Since Go 1.16, the embed directive is part of the language, and a better approach than outside libraries.
c.f. https://pkg.go.dev/embed@go1.16
If you feel strongly otherwise, reach out to take over maintenance here.
A tool for managing chunks of static data in Go programs.
Install with
> go get github.com/nyarly/inlinefiles
In your code:
//go:generate inlinefiles --vfs=Json json_blobs lib/jsonblobs.go
func getJSON(path string) string {
buf := &bytes.Buffer{}
json, _ := Json.Open(path)
io.Copy(buf, json)
return buf.String()
}
(this code is purely for example purposes.)
Then
> go generate
which will create a lib/jsonblobs.go
file
with the Json
constant holding a mapfs
flavored vfs.FileSystem
.
Say you've got a simple web-service to write. It's going to be a microservice, and in order to play nice in its environment, you want it to serve a static file with JSON that describes where it's monitoring page is and who to get in touch with if it misbehaves. You could include a literal JSON string, but it becomes harder to work with than it would be in its own file.
In its own file, your editor can highlight the syntax correctly, and check that the picky JSON syntax is correct. The problem is more significant if you want to use complicated templates, where the concerns of whitespace for the template output and for the code itself are in tension.
When there's a tree of template files, where the templates include one another and so they need a file heirarchy provided to them, it get's a little more annoying to manage. It's not impossible though - you gin up a bunch of path strings and plug them in.
What we want it to be able to pull arbitrary files into Go code as string literals. We'd like to be able to do this as part of our build process, because we want updates to the source files to update the Go strings as automatically as possible.
Go has go:generate
,
which is very handy for this.
If we include a magic comment in our code,
then running go generate
on the command line
will run commands to produce code.
There's support in the stdlib
for generating Stringer
interfaces,
for instance.
It would also be handy
if we could continue to treat the files
as files instead of strings.
In part,
because this means that it's easier to work
with template inclusion.
Also because it means that if we later want
to override the hardcoded files,
we're still using an os.File
or io.Buffer
instead of mixing those types with string
.
Go has the vfs
package.
It's part of go doc
but it serves our purposes perfectly.
You can define a mapfs
which is a literal map[string]string
,
but allows you to Open(path)
and get file structs.
So there's a lot of facility to do what we want in go already. All that's missing is a tool to take a real directory structure, and generate the code for a literal
Here's inlinefiles
to weld all this together.
The design intention was
to adhere to the Unix principle
of small tools doing one thing well.
inlinefiles
takes two arguments:
a path to a directory of source files,
and a path to an output file,
and generates Go code to build an equivalent mapfs
.
There's a few flags to handle things like
using a specific package name (instead of guessing)
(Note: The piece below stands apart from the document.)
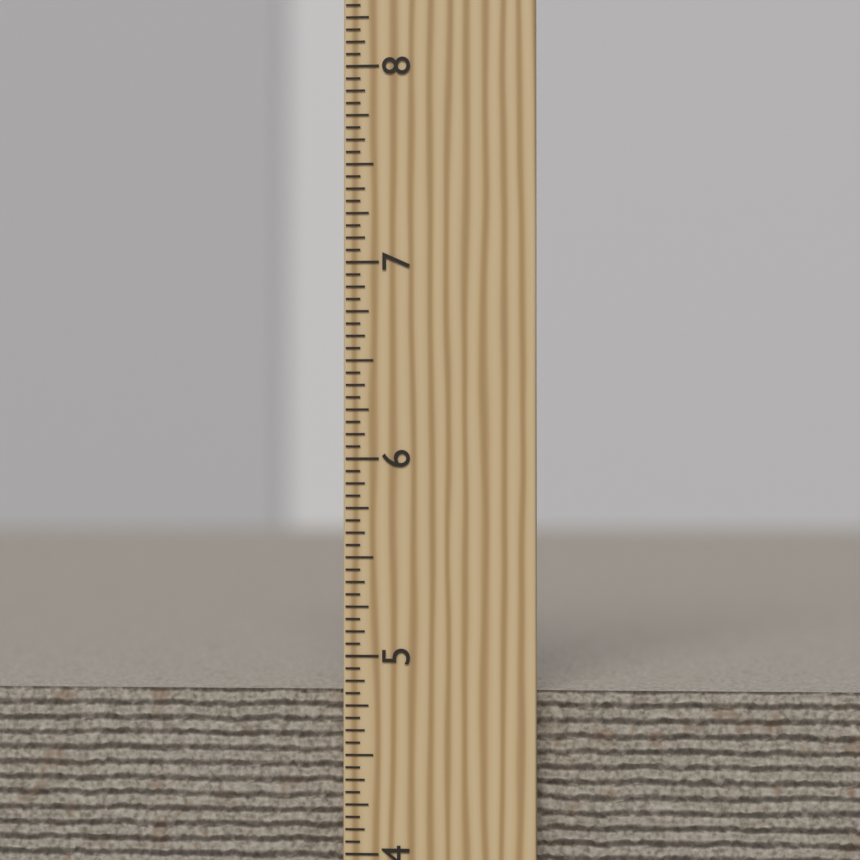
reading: 4.8125 inch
and to restrict the files included based on a glob pattern.
It's suiteable for using as a //go:generate
comment
(since that was the motivating case.)
In addition, inlinefiles
includes a package for
smoothing out using vfs.FileSystem
s with
Go templates.
It's very lightweight,
but if you import github.com/nyarly/inlinefiles/templatestore
you get LoadText
and LoadTextOnto
which'll let you
construct a template.Template
with subtemplates suitable
for all your most demanding templating applications.